Ken GreenThere is still much work to be done on behalf of Ontario’s energy consumers and taxpayers.

In 2005, I released a study called Pain Without Gain with two co-authors (University of Guelph professor Ross McKitrick and air quality analyst Joel Schwartz). The subtitle of the piece was that shutting down coal-fired power plants would hurt Ontario.

In that study, we showed that, despite operating coal-fired power plants, air quality improved dramatically since the 1970s.

We also showed that coal plants played only a small role in pollution and smog formation, and that emissions of mercury (from all sources) did not pose a significant risk to Canadian’s health. And that closing the coal plants would have little to no effect on environmental mercury levels.
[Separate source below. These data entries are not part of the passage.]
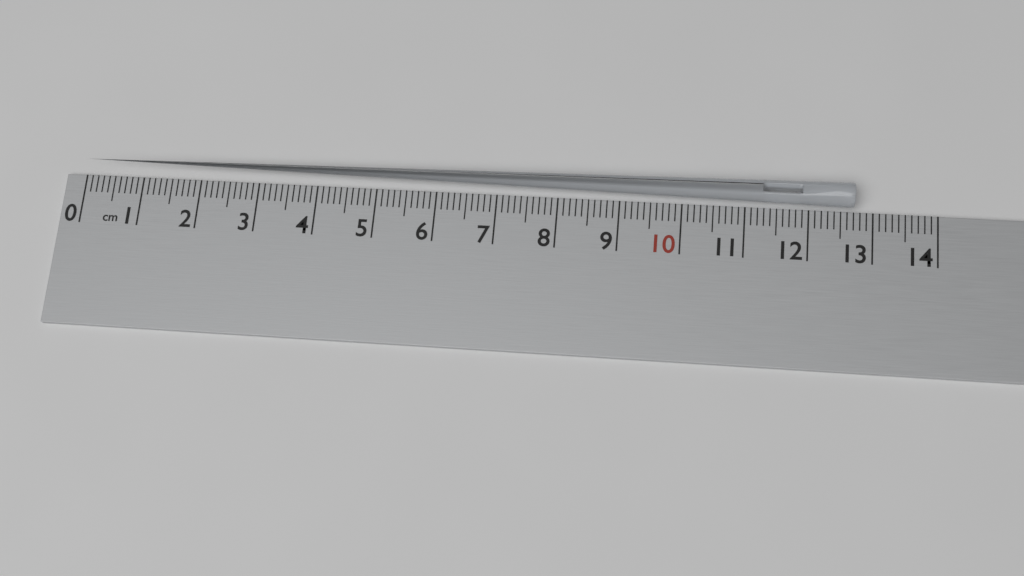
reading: 12.7 cm
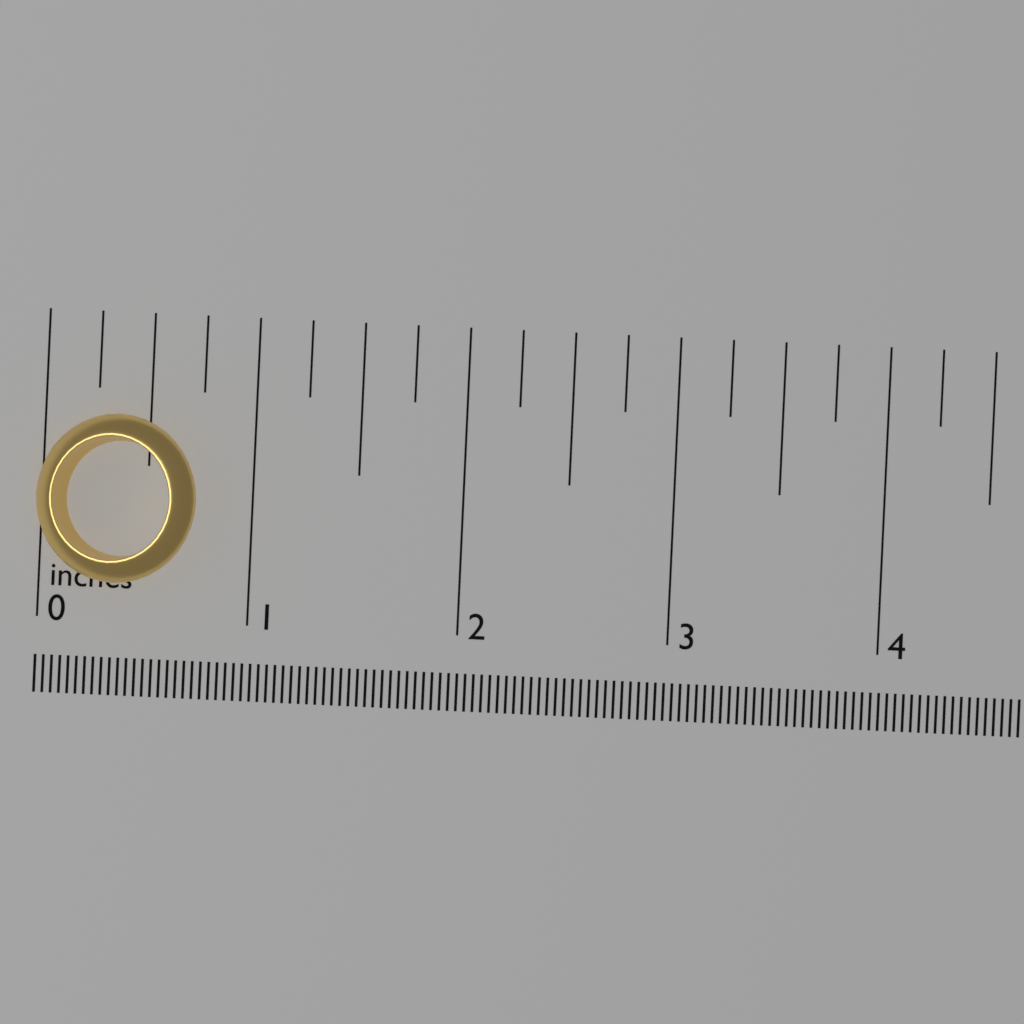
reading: 0.75 in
It turns out, in hindsight, we were somewhat generous in our assumptions regarding the long-term costs and lack of environmental benefits that would stem from the coal plant phase-out.

“Ontarians derive substantial benefits from the operation of the coal-fired power plants,” we wrote, “and before shutting them down the Ontario government has a fundamental duty to evaluate whether the costs of such a decision would exceed the benefits; and Ontario’s coal plants are likely a net benefit to society, and the decision to close them is unlikely to pass an objective cost-benefit test.”

Fast forward 13 years and we see how disastrous the Ontario government’s choices to shutter coal-power plants, and later enact the Green Energy Act, have been.

A recent Fraser Institute study digs deeply into power prices in Ontario to show just how much of today’s high electricity prices stem from the coal phase-out, subsequent development (and non-development) of backup natural gas generation, and, most critically, the decision to subsidize wind and solar power with feed-in-tariffs (FIT) that guaranteed those energy sources would command higher than market prices for decades.

What the Fraser researchers found is astonishing.

To help pay for the FITs and the commitments the Ontario government made to renewable energy generators, the government levied a surcharge on electricity bills, called the global adjustment (or GA). Between 2008 and 2017, the GA grew from under one cent per kilowatt-hour (a common billing unit for energy) to about 10 cents, causing a drastic increase in electricity prices, spiking home hydro bills and hitting Ontarians in the wallet. The allocation of the GA to renewable energy generators is now nearly 40 per cent, making it the largest component of the GA.

But that’s not the most shocking part. Most revenue earned by renewable power producers is from the GA subsidy – not actual power sales. From May 2017 to April 2018, market revenues for renewable generators (based on wholesale market sales) totalled about $0.5 billion, which was supplemented by $4.2 billion from GA revenues to satisfy FIT contract requirements.

In other words, almost 90 per cent of the revenue to renewable generators came from the GA subsidy, rather than through sales of actual power. And for all of that, wind, solar and biomass power generate only seven per cent of Ontario’s electricity generation (63 per cent is nuclear, 26 per cent is hydro).

The authors of the recent study urge the Ontario government to continue cancelling FIT contracts, but offer a caveat. To do it without incurring financial liability, Ontario’s legislature must pass explicit legislation – it can’t simply cancel the contracts through administrative action. For the sake of Ontario power consumers, households and businesses, one hopes the government of Premier Doug Ford takes this up expeditiously.

The people of Ontario have been poorly served by a green agenda that put posturing ahead of Ontario’s energy consumers and taxpayers. Ford is right to have unwound much of this. There’s still more work to be done, however, to put things right for Ontarians.

Kenneth Green is an analyst at the Fraser Institute.